OperationWith proxyWithout proxy
KeepAlivesProxy consolidates N client KeepAlives into fewer master KeepAlives (N:1 reduction)Each client sends its own KeepAlive
Reads (cached)Served from proxy cacheServed from client cache
Reads (first-time)Extra hop: client -> proxy -> masterDirect: client -> master
WritesExtra hop: client -> proxy -> masterDirect: client -> master

The extra RPC hop for writes and first-time reads is acceptable because Chubby is a read-heavy service.

Interview angle

Proxies are a general scaling pattern for leader-based systems. When you mention "all reads/writes go through a single master" in an interview, the natural follow-up is "how does that scale?" Proxies that absorb KeepAlive and read traffic are the standard answer. The same pattern applies to ZooKeeper observers and Kafka follower fetching.

Partitioning

Chubby's file/directory interface was designed to support namespace partitioning across cells:

  • /ls/cell/foo and everything below it can be served by one Chubby cell
  • /ls/cell/bar and everything below it can be served by another

This reduces per-cell read/write traffic proportionally.

Partitioning limitations:

LimitationExplanation
Cross-partition directory deletesDeleting a directory may require coordination across partition boundaries
KeepAlive trafficPartitioning does not reduce KeepAlive traffic (each client still maintains a session per cell)
ACL lookupsACLs stored in one partition may need cross-partition calls from another

Lessons from production

Google's operational experience with Chubby revealed several anti-patterns that required intervention:

Lack of aggressive caching

Early clients failed to cache file absence or open handles. This led to pathological behavior:

  • Retry loops that poll for non-existent files indefinitely
  • Repeated open/close cycles on files that should stay open

Chubby later educated users to leverage caching aggressively for these cases.

No storage quotas

Chubby was never intended for large data. Without quotas, some teams treated it as general-purpose storage. Chubby eventually introduced a 256 KB file size limit.

warning

This is a common anti-pattern in any shared infrastructure service. If you design a coordination service, enforce size limits from day one. Retroactive limits are painful to impose on established users.

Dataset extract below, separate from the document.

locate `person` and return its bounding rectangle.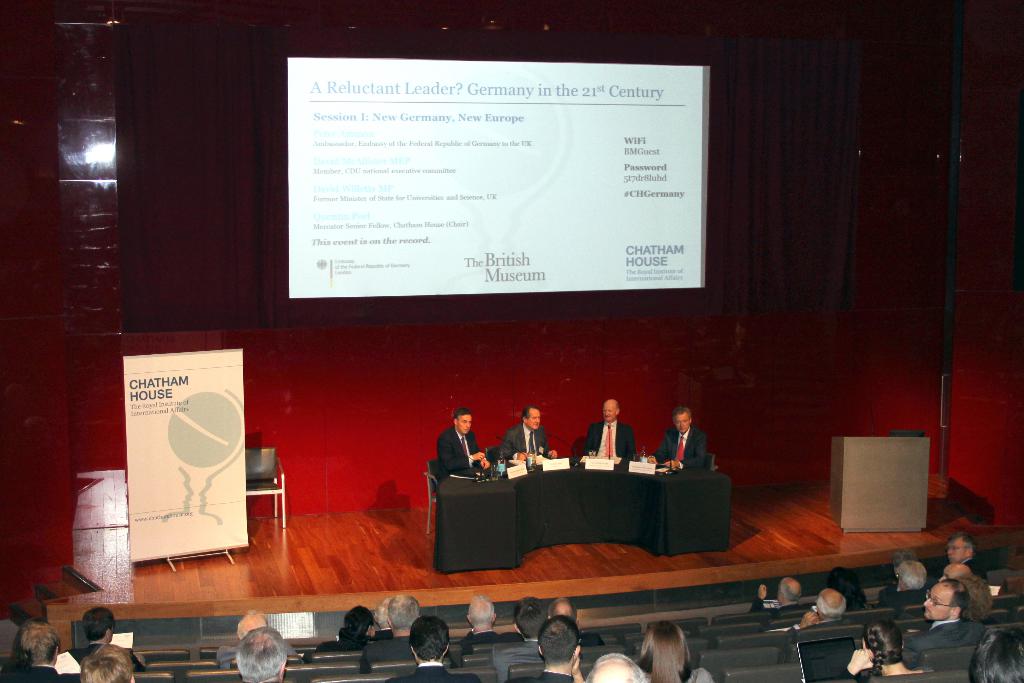
l=644, t=407, r=709, b=474.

Misuse as publish/subscribe

Teams attempted to use Chubby's event mechanism as a pub/sub system. Because Chubby maintains a strongly consistent cache, every event triggers invalidation across all caching clients -- making it a slow, inefficient message bus. For pub/sub workloads, use Kafka or a dedicated message queue.

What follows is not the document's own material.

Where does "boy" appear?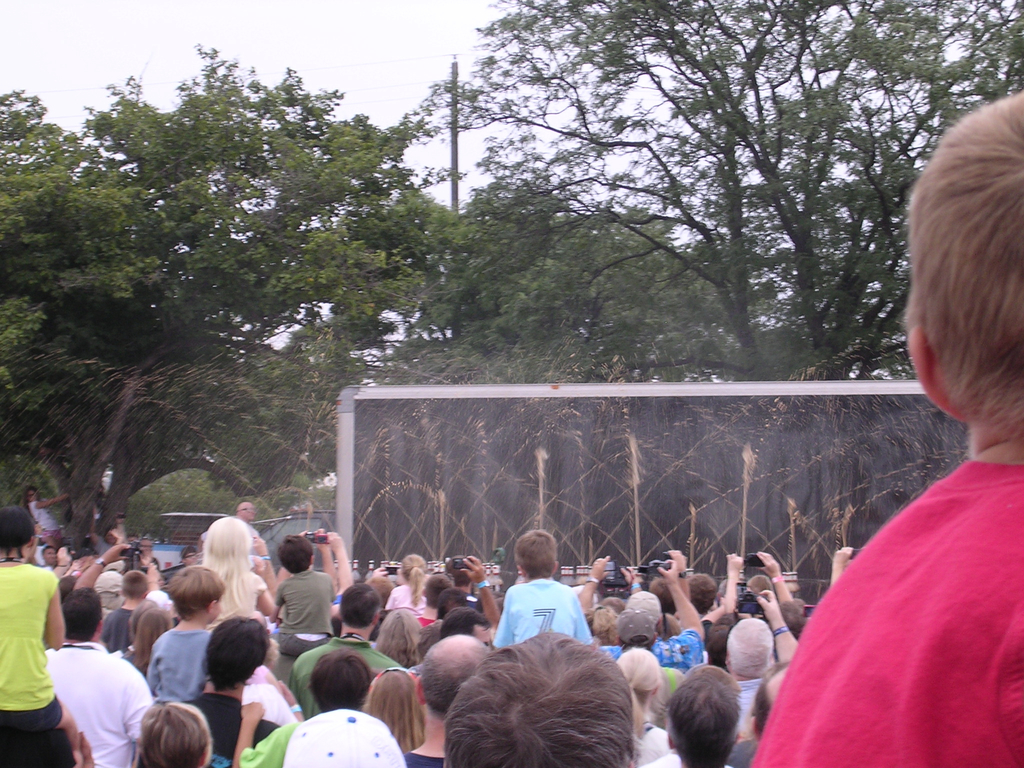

Developers assume 100% availability

Teams rarely planned for Chubby outages, assuming it would always be up. When Chubby experienced even brief downtime, dependent services failed catastrophically. Chubby's team eventually intentionally scheduled brief outages to force dependent teams to build resilience -- testing in production by design.

Interview angle

The "planned outage" strategy is worth mentioning in system design interviews. Netflix's Chaos Monkey follows the same philosophy: deliberately inject failures so teams build systems that handle them gracefully. If your design depends on a single coordination service, explain how your application degrades gracefully when that service is briefly unavailable.

Quiz
Google's Chubby team intentionally scheduled brief outages to force dependent teams to build resilience. What would likely happen if they stopped doing this?